Trauma of traumas my little girl is certainly a curious and precocious child. We popped popcorn tonight. Not the big bags, but the small snack size. The kind that you have to basically have psychic powers or at the very least X-Ray vision to see into the bag and divine whether or not the popcorn is at it's height of popcorn deliciousness. I stand next to the microwave worrying about the cancer it might me causing me by standing this close and counting in my head between popping kernel sounds One...One One...One One Thousan.... The science of not over cooking those bags is a fine art. Why the popcorn makers can't figure out an exact time for the small bags is beyond me. But all that's besides the point.
I had a premonition I must admit as I looked at a popcorn kernel sitting in it's unfulfilled glory atop one of the fluffy popcorn in my daughter's bowl. I distinctly remember thinking I hope she doesn't try to taste that. It could burn her mouth or she could choke on it. Of course being me means any number of these thoughts on a variety of potential calamities flit through my mind hundreds of times a day. I'm sure there is a clinical term for what this is but I haven't gone to see a shrink just yet.
Who would have guessed that that blasted kernel, or one of it's deficient siblings would make it's dastardly presence known not in my daughter's mouth, but up her nostril? Certainly not me and I'll tell you what my exact thought was when she turned and looked up at me and said in a small scared voice, "Mom, I put a seed up my nose and now it's stuck,"...my first thought was You got this from your father's side. You can imagine the tailspin my wild paranoid thoughts went into when I confirmed that a golden kernel had indeed found it's way up my baby's nose. Images of cornstalks growing out my daughter's nose filled my head. I imagined how she' be called The Corn Girl of Michigan Avenue and people would come near and far to gape. "So...you've come to stare at the beast have you?"
When I was gestating this little child inside of myself my biggest hope for her was that she would inherit good genes from both sides of the family. My mantra almost daily was, "Don't let her get my feet or my nose...don't let her get my feet or my nose...." For those of you who have seen my feet, well I won't dwell on God's unkindness, but let's just say my toes are of the short and stout variety and none of them like to take the lead role. Which makes them, to put it bluntly - square. Fine. I can tuck them away in my wide width shoes and shield them from the glare of prying eyes. But my nose....
Why couldn't I have been born with smaller nostrils? A petite probuscis? Turns out my ancestors had proud noses. Noses that could win races in a photo finish. Who am I to turn up my snout at their genetically well endowed gift of a nose? I may not go out and get a nose job, but it doesn't mean I have to like it. The ironic thing in all this is the first time I laid eyes on my daughter I knew that she had my nose, or the beginnings of my nose. And as I counted her ten fingers and ten toes I also knew she had gotten my feet as well. C'est la vie. I loved her all the more for it.
Turns out in the end her bigger nostrils had an advantage. It made it easier for my husband to pull the kernel out with a pair of tweezers with only a few tears shed. I'm going to write this down in a book I keep for her, so she can be proud of her nose...along with how she told me last week that she had magma in her eye when she really meant schmegma!
4 comments:
HAHAHA! I'm only laughing that loud because I've been there! When Jason was about 3 he stuck a bead up his nose (what's wrong with these kids?). Because it was up so far, and round (and snotty), we couldn't get hold of it and had to make a trip to the ER to have it extracted. Thanks for dredging up that memory!
I had the same happenings with a lima bean from nursery! Nothing is sicker than pulling something that large out of your child's nose with tweezers. PS- Your feet are cute like mine and would make a flinstone family proud...Perfectly square.
That is a hilarious story...I would totally freak out if Camden got a kernal stuck up his nose but Darren...he may as well have a coronary. Too funny...thank goodness for the tweezers!
I'll never understand why kids put things up their nose. I get why they eat things, to see how they taste but up the nose??? hmmm.
I just have one question: does she like to eat dirt?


§ **TRY IT**: The entries below should be quoted exactly, with no pictures carried over.

——————————

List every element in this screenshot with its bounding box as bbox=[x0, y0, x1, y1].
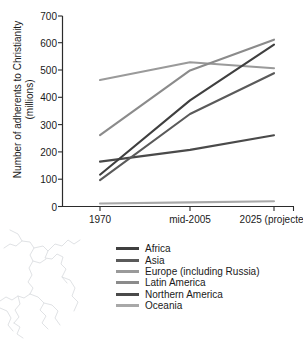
x-tick-marks bbox=[100, 207, 294, 212]
chart-legend: Africa Asia Europe (including Russia) La… bbox=[116, 243, 296, 311]
y-tick-label-100: 100 bbox=[40, 174, 57, 185]
y-tick-marks bbox=[58, 16, 63, 207]
legend-swatch-europe bbox=[116, 270, 139, 273]
y-tick-label-400: 400 bbox=[40, 92, 57, 103]
series-line-latin-america bbox=[100, 40, 274, 136]
legend-swatch-latin-america bbox=[116, 281, 139, 284]
legend-item-europe: Europe (including Russia) bbox=[116, 266, 296, 277]
legend-label-latin-america: Latin America bbox=[145, 277, 206, 288]
x-tick-label-mid-2005: mid-2005 bbox=[169, 214, 211, 225]
legend-swatch-northern-america bbox=[116, 293, 139, 296]
map-watermark-icon bbox=[0, 228, 86, 341]
legend-item-africa: Africa bbox=[116, 243, 296, 254]
plot-svg bbox=[62, 16, 294, 207]
series-line-asia bbox=[100, 73, 274, 180]
legend-label-europe: Europe (including Russia) bbox=[145, 266, 260, 277]
y-tick-label-600: 600 bbox=[40, 37, 57, 48]
y-axis-title: Number of adherents to Christianity (mil… bbox=[12, 5, 35, 195]
legend-item-latin-america: Latin America bbox=[116, 277, 296, 288]
plot-area: 0 100 200 300 400 500 600 700 1970 mid-2… bbox=[62, 16, 294, 207]
legend-item-asia: Asia bbox=[116, 254, 296, 265]
y-tick-label-500: 500 bbox=[40, 65, 57, 76]
y-tick-label-200: 200 bbox=[40, 146, 57, 157]
legend-swatch-asia bbox=[116, 259, 139, 262]
series-line-europe-including-russia bbox=[100, 62, 274, 80]
legend-item-northern-america: Northern America bbox=[116, 289, 296, 300]
legend-label-asia: Asia bbox=[145, 255, 164, 266]
y-tick-label-300: 300 bbox=[40, 119, 57, 130]
series-line-northern-america bbox=[100, 135, 274, 161]
legend-label-africa: Africa bbox=[145, 243, 171, 254]
legend-label-northern-america: Northern America bbox=[145, 289, 223, 300]
x-tick-label-1970: 1970 bbox=[89, 214, 111, 225]
y-tick-label-700: 700 bbox=[40, 11, 57, 22]
legend-swatch-africa bbox=[116, 247, 139, 250]
legend-item-oceania: Oceania bbox=[116, 300, 296, 311]
line-chart: Number of adherents to Christianity (mil… bbox=[0, 0, 303, 232]
y-tick-label-0: 0 bbox=[51, 201, 57, 212]
chart-page: Number of adherents to Christianity (mil… bbox=[0, 0, 303, 341]
legend-swatch-oceania bbox=[116, 304, 139, 307]
series-line-africa bbox=[100, 45, 274, 175]
legend-label-oceania: Oceania bbox=[145, 300, 182, 311]
x-tick-label-2025: 2025 (projected) bbox=[240, 214, 303, 225]
series-line-oceania bbox=[100, 201, 274, 203]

——————————

§ **YOUR RESPONSE**:
List every element in this screenshot with its bounding box as bbox=[x0, y0, x1, y1].
x-tick-marks bbox=[100, 207, 294, 212]
chart-legend: Africa Asia Europe (including Russia) La… bbox=[116, 243, 296, 311]
y-tick-label-100: 100 bbox=[40, 174, 57, 185]
y-tick-marks bbox=[58, 16, 63, 207]
legend-swatch-europe bbox=[116, 270, 139, 273]
y-tick-label-400: 400 bbox=[40, 92, 57, 103]
series-line-latin-america bbox=[100, 40, 274, 136]
legend-swatch-latin-america bbox=[116, 281, 139, 284]
legend-item-europe: Europe (including Russia) bbox=[116, 266, 296, 277]
legend-label-latin-america: Latin America bbox=[145, 277, 206, 288]
x-tick-label-mid-2005: mid-2005 bbox=[169, 214, 211, 225]
legend-swatch-northern-america bbox=[116, 293, 139, 296]
map-watermark-icon bbox=[0, 228, 86, 341]
legend-item-africa: Africa bbox=[116, 243, 296, 254]
plot-svg bbox=[62, 16, 294, 207]
series-line-asia bbox=[100, 73, 274, 180]
legend-label-europe: Europe (including Russia) bbox=[145, 266, 260, 277]
y-tick-label-600: 600 bbox=[40, 37, 57, 48]
y-axis-title: Number of adherents to Christianity (mil… bbox=[12, 5, 35, 195]
legend-item-latin-america: Latin America bbox=[116, 277, 296, 288]
plot-area: 0 100 200 300 400 500 600 700 1970 mid-2… bbox=[62, 16, 294, 207]
legend-item-asia: Asia bbox=[116, 254, 296, 265]
y-tick-label-500: 500 bbox=[40, 65, 57, 76]
y-tick-label-200: 200 bbox=[40, 146, 57, 157]
legend-swatch-asia bbox=[116, 259, 139, 262]
series-line-europe-including-russia bbox=[100, 62, 274, 80]
legend-item-northern-america: Northern America bbox=[116, 289, 296, 300]
legend-label-asia: Asia bbox=[145, 255, 164, 266]
y-tick-label-300: 300 bbox=[40, 119, 57, 130]
series-line-northern-america bbox=[100, 135, 274, 161]
legend-label-africa: Africa bbox=[145, 243, 171, 254]
legend-label-northern-america: Northern America bbox=[145, 289, 223, 300]
x-tick-label-1970: 1970 bbox=[89, 214, 111, 225]
y-tick-label-700: 700 bbox=[40, 11, 57, 22]
legend-swatch-africa bbox=[116, 247, 139, 250]
legend-item-oceania: Oceania bbox=[116, 300, 296, 311]
line-chart: Number of adherents to Christianity (mil… bbox=[0, 0, 303, 232]
y-tick-label-0: 0 bbox=[51, 201, 57, 212]
chart-page: Number of adherents to Christianity (mil… bbox=[0, 0, 303, 341]
legend-swatch-oceania bbox=[116, 304, 139, 307]
series-line-africa bbox=[100, 45, 274, 175]
legend-label-oceania: Oceania bbox=[145, 300, 182, 311]
x-tick-label-2025: 2025 (projected) bbox=[240, 214, 303, 225]
series-line-oceania bbox=[100, 201, 274, 203]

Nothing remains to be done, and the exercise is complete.